Poetry is an act of distillation. It takes contingency samples, is selective. It telescopes time. It focuses what most often floods past us in a polite blur.
Diane AckermanWhat an odd, ruminating, noisy, self-interrupting conversation we conduct with ourselves from birth to death.
Diane AckermanWe try to exile ourselves more and more from nature - not always consciously: We build houses; we dismiss nature; nature has to be outside, because we're inside. God forbid something like a cockroach comes inside, or some dust.
Diane AckermanThe brain is only three pounds of blood, dream, and electricity, and yet from that mortal stew come Beethoven's sonatas. Dizzie Gillespie's jazz. Audrey Hepburn's wish to spend the last month of her life in Somalia, saving children.
Diane AckermanI'm certainly not opposed to digital technology, whose graces I daily enjoy and rely on in so many ways. But I worry about our virtual blinders.
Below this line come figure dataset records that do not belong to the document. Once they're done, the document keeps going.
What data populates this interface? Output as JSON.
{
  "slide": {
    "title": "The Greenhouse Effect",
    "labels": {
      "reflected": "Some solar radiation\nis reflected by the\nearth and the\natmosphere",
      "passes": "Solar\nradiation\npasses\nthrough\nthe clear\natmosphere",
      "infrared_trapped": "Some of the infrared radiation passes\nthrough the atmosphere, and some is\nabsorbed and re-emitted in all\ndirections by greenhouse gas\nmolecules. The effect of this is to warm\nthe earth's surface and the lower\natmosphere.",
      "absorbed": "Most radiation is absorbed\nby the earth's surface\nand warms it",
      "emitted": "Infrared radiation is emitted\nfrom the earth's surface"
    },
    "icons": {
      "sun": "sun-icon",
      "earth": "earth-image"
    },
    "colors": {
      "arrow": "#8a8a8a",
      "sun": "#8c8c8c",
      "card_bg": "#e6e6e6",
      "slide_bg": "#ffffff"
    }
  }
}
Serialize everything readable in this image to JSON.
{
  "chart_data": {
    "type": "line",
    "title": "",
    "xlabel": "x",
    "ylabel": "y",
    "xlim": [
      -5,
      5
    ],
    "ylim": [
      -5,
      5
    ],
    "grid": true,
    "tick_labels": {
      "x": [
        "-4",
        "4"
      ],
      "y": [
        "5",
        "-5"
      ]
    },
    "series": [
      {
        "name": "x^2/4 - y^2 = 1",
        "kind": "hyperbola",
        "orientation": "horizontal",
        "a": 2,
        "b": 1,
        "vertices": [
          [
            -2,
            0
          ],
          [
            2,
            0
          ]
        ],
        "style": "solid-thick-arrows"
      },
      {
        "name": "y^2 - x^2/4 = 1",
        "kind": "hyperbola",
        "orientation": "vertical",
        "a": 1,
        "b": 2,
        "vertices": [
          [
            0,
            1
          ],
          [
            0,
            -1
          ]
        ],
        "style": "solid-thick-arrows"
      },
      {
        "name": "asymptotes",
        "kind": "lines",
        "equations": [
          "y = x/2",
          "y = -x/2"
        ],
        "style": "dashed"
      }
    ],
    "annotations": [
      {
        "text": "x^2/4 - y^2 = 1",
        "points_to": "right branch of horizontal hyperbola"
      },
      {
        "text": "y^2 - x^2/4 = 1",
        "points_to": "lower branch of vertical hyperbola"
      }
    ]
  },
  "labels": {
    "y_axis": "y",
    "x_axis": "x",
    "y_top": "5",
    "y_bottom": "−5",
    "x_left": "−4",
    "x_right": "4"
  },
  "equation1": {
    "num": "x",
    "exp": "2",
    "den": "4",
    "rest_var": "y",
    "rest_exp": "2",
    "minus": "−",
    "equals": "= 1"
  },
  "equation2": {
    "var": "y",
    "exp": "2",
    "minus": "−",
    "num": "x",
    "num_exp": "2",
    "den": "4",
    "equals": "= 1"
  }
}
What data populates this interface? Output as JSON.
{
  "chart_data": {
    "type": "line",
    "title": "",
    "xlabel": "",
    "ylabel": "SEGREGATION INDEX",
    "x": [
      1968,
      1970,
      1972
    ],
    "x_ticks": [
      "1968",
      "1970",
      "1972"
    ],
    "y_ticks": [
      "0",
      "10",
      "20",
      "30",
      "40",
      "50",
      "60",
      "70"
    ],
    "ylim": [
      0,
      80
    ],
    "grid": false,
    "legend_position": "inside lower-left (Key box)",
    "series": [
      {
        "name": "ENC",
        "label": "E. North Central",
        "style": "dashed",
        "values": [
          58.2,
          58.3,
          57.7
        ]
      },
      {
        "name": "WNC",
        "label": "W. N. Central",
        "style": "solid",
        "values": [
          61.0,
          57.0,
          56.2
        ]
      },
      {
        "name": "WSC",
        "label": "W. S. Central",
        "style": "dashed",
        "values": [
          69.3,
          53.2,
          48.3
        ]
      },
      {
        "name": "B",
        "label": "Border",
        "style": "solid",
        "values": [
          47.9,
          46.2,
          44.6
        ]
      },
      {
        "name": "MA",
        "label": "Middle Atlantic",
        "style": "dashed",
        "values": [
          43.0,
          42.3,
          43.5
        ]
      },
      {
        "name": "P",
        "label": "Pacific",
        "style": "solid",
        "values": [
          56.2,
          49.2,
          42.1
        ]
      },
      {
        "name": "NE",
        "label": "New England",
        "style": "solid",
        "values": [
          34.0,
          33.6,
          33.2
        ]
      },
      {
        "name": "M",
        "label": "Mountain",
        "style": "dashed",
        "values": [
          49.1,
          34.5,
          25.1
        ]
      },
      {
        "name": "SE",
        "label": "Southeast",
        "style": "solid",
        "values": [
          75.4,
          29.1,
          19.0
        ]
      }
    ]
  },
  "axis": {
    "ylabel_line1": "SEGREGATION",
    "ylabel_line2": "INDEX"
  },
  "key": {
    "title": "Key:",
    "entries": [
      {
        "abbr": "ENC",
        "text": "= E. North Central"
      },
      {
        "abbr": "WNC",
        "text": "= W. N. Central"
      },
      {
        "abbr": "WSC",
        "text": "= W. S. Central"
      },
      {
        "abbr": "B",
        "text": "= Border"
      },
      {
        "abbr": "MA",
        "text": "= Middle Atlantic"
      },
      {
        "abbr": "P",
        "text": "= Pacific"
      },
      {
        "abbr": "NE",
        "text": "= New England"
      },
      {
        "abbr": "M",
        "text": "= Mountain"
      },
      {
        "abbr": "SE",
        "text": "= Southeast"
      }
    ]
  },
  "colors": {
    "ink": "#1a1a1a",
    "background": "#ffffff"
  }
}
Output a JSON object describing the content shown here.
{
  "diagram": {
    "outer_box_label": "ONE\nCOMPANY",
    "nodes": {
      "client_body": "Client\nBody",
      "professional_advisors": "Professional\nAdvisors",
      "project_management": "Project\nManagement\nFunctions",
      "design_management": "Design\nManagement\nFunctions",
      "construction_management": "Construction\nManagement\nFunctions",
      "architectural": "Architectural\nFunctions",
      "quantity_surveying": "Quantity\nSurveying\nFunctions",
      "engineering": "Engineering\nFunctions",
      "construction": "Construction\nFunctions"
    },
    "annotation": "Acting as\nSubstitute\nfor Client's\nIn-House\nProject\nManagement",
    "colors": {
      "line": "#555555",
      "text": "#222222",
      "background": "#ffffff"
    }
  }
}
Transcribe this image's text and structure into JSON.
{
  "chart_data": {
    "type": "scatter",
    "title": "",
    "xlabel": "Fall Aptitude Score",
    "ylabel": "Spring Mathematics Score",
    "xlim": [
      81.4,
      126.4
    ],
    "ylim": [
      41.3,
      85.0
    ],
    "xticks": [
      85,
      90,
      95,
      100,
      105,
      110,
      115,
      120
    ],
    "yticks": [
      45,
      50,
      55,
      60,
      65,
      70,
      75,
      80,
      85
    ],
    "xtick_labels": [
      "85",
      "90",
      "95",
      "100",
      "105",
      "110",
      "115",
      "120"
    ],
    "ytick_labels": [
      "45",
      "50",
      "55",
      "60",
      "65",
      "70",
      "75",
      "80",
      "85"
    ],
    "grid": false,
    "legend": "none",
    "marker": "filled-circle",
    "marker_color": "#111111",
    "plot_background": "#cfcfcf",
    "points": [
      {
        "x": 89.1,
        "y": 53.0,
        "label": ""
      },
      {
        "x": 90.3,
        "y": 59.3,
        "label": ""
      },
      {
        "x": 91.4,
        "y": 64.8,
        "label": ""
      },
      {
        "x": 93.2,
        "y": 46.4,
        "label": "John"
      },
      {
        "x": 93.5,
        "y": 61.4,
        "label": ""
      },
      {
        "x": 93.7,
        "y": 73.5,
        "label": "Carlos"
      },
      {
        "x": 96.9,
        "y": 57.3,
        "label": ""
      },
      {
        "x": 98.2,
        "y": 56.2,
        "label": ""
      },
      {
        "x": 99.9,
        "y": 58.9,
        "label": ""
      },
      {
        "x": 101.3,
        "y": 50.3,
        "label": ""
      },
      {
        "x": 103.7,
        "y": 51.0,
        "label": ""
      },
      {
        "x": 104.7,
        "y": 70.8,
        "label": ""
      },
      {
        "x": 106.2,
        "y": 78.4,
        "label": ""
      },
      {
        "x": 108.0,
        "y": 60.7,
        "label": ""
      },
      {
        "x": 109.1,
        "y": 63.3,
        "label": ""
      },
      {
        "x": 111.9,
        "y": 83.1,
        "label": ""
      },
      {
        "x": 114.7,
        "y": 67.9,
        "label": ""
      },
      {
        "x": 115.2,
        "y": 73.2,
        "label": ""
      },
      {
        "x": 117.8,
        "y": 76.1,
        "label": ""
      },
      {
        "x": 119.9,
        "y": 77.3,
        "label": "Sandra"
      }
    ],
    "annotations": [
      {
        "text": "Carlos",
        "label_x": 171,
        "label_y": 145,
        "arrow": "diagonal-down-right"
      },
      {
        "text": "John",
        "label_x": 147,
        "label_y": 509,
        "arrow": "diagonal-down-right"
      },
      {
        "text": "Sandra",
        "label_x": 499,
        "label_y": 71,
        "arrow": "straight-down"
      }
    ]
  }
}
Diane AckermanI think that very often younger writers don't appreciate how much hard work is involved in writing. The part of writing that's magic is the thinnest rind on the world of creation. Most of a writer's life is just work. It happens to be a kind of work that the writer finds fulfilling in the same way that a watchmaker can happily spend countless hours fiddling over the tiny cogs and bits of wire. ... I think the people who end up being writers are people who don't get bored doing that kind of tight focus in small areas.